Every time a senior Senator dies or retires, it confers a new kind of status on the state’s junior Senator. Thus Jeff Bingaman (D) became New Mexico’s senior Senator this year after 25 years of serving with Domenici. John Kerry (D) is now Massachusetts’ senior Senator after a quarter century behind Kennedy.

Today, Jay Rockefeller (D) remains West Virginia’s junior Senator after 25 years in the body. Next among the most senior junior Senators are Tom Harkin (D-Iowa), who was elected in 1986, and Joe Lieberman (ID-Conn.), who was elected in 1988. Fritz Hollings (D) waited 36 years before becoming South Carolina’s senior Senator, then retired less than two years later. By contrast, freshman Mark Udall (D-Colo.) became his state’s senior Senator earlier this year after just a couple of weeks on the job.

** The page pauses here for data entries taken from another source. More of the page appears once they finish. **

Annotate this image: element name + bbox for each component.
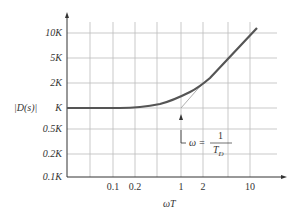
y-tick-5k: 5K: [22, 52, 62, 63]
x-axis-label: ωT: [163, 198, 176, 209]
y-tick-0-1k: 0.1K: [22, 171, 62, 182]
axes: [67, 16, 283, 177]
x-tick-2: 2: [191, 181, 215, 192]
annotation-numerator: 1: [218, 130, 223, 141]
y-axis-label: |D(s)|: [14, 102, 37, 113]
x-tick-1: 1: [169, 181, 193, 192]
x-tick-0-1: 0.1: [101, 181, 125, 192]
x-axis-arrow-icon: [281, 175, 287, 179]
annotation-arrow-icon: [179, 114, 183, 120]
annotation-den-sub: D: [219, 150, 224, 158]
y-tick-2k: 2K: [22, 77, 62, 88]
x-tick-10: 10: [238, 181, 262, 192]
annotation-lhs: ω =: [189, 137, 205, 148]
magnitude-curve: [67, 28, 257, 108]
y-tick-0-5k: 0.5K: [22, 123, 62, 134]
annotation-denominator: TD: [213, 144, 224, 158]
horizontal-grid: [67, 33, 277, 154]
x-tick-0-2: 0.2: [123, 181, 147, 192]
y-tick-10k: 10K: [22, 27, 62, 38]
y-axis-arrow-icon: [65, 12, 69, 18]
y-tick-0-2k: 0.2K: [22, 148, 62, 159]
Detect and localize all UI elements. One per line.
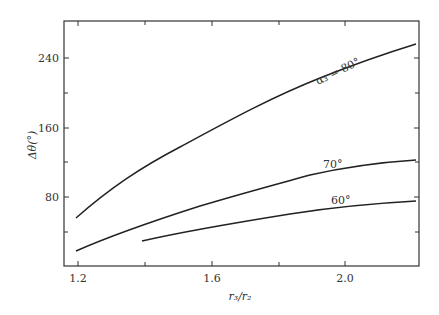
curve-alpha-60 (142, 201, 416, 241)
x-tick-label: 2.0 (336, 272, 354, 285)
plot-frame (64, 21, 419, 266)
x-axis-label: r₃/r₂ (228, 290, 251, 303)
x-tick-label: 1.2 (69, 272, 87, 285)
x-tick-label: 1.6 (203, 272, 221, 285)
curve-label-60: 60° (331, 194, 351, 207)
y-tick-label: 240 (38, 52, 59, 65)
y-tick-label: 80 (45, 191, 59, 204)
x-ticks (78, 21, 345, 266)
curve-alpha-70 (76, 160, 416, 251)
curve-alpha-80 (76, 44, 416, 218)
y-axis-label: Δθ(°) (26, 131, 39, 161)
y-ticks (64, 58, 419, 232)
curve-label-70: 70° (323, 158, 343, 171)
curve-label-80: α₃ = 80° (314, 55, 362, 88)
chart: 1.2 1.6 2.0 80 160 240 r₃/r₂ Δθ(°) α₃ = … (0, 0, 439, 315)
y-tick-label: 160 (38, 122, 59, 135)
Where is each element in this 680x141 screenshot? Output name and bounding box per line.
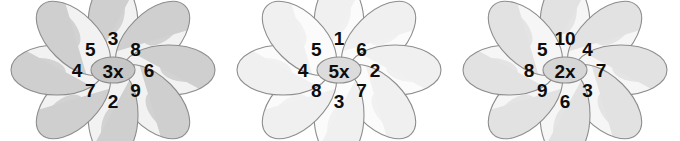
flower-3: 1047369852x	[452, 0, 678, 141]
petal-highlight	[14, 58, 66, 88]
petal-value-top-right: 6	[356, 39, 367, 60]
petal-value-bottom-right: 3	[582, 80, 593, 101]
hub-multiplier-label: 2x	[554, 61, 576, 82]
petal-highlight	[240, 58, 292, 88]
hub-multiplier-label: 5x	[328, 61, 350, 82]
petal-value-right: 2	[370, 60, 381, 81]
petal-value-top: 10	[554, 28, 575, 49]
petal-highlight	[160, 52, 212, 82]
petal-value-top-right: 4	[582, 39, 593, 60]
petal-value-bottom-left: 7	[85, 80, 96, 101]
hub-multiplier-label: 3x	[102, 61, 124, 82]
petal-value-bottom-left: 9	[537, 80, 548, 101]
petal-value-bottom: 6	[560, 91, 571, 112]
petal-value-left: 8	[524, 60, 535, 81]
petal-value-bottom-right: 7	[356, 80, 367, 101]
petal-value-top-left: 5	[85, 39, 96, 60]
petal-value-bottom: 3	[334, 91, 345, 112]
petal-value-bottom-right: 9	[130, 80, 141, 101]
petal-value-bottom-left: 8	[311, 80, 322, 101]
petal-value-top-right: 8	[130, 39, 141, 60]
petal-value-top: 3	[108, 28, 119, 49]
petal-highlight	[466, 58, 518, 88]
petal-value-top-left: 5	[311, 39, 322, 60]
petal-value-left: 4	[298, 60, 309, 81]
flower-1: 386927453x	[0, 0, 226, 141]
petal-value-bottom: 2	[108, 91, 119, 112]
multiplication-flowers-worksheet: 386927453x162738455x1047369852x	[0, 0, 680, 141]
petal-value-left: 4	[72, 60, 83, 81]
flower-2: 162738455x	[226, 0, 452, 141]
petal-value-right: 7	[596, 60, 607, 81]
petal-value-right: 6	[144, 60, 155, 81]
petal-highlight	[612, 52, 664, 82]
petal-value-top: 1	[334, 28, 345, 49]
petal-value-top-left: 5	[537, 39, 548, 60]
petal-highlight	[386, 52, 438, 82]
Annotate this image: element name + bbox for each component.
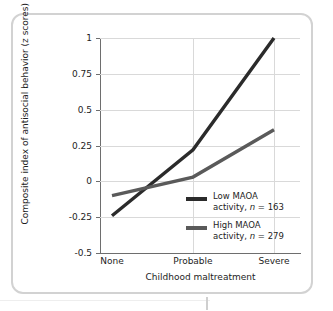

Though his death will be felt for many years and in many places, this is hardly the first time Kennedy has left other politicians scrambling. Every time he resisted entreaties to run for president or vice president, others rushed to fill the void, and Kennedy usually watched with detached fascination — though sometimes he played a role in shaping the field behind the scenes. According to “Marathon,— Jules Witcover’s seminal book on the 1976 presidential campaign, Kennedy was less than thrilled when his brother-in-law Sargent Shriver sought the Democratic presidential nomination that year. And it has been widely reported that four years earlier, Kennedy held open the possibility of becoming then-Sen. George McGovern’s (D-S.D.) running mate, just to prevent McGovern from selecting then-Boston Mayor Kevin White as his No. 2. (That honor, coincidentally, went to Shriver.)

No doubt Kennedy could live with Coakley, Lynch or Capuano as his successor — or at the very least he would recognize the merits in all three. But just as certainly, he would prefer to see a member of his own family replace him. And to be honest, the all-but-certain absence of a Kennedy in the special election is a disappointment to many of us spectators as well.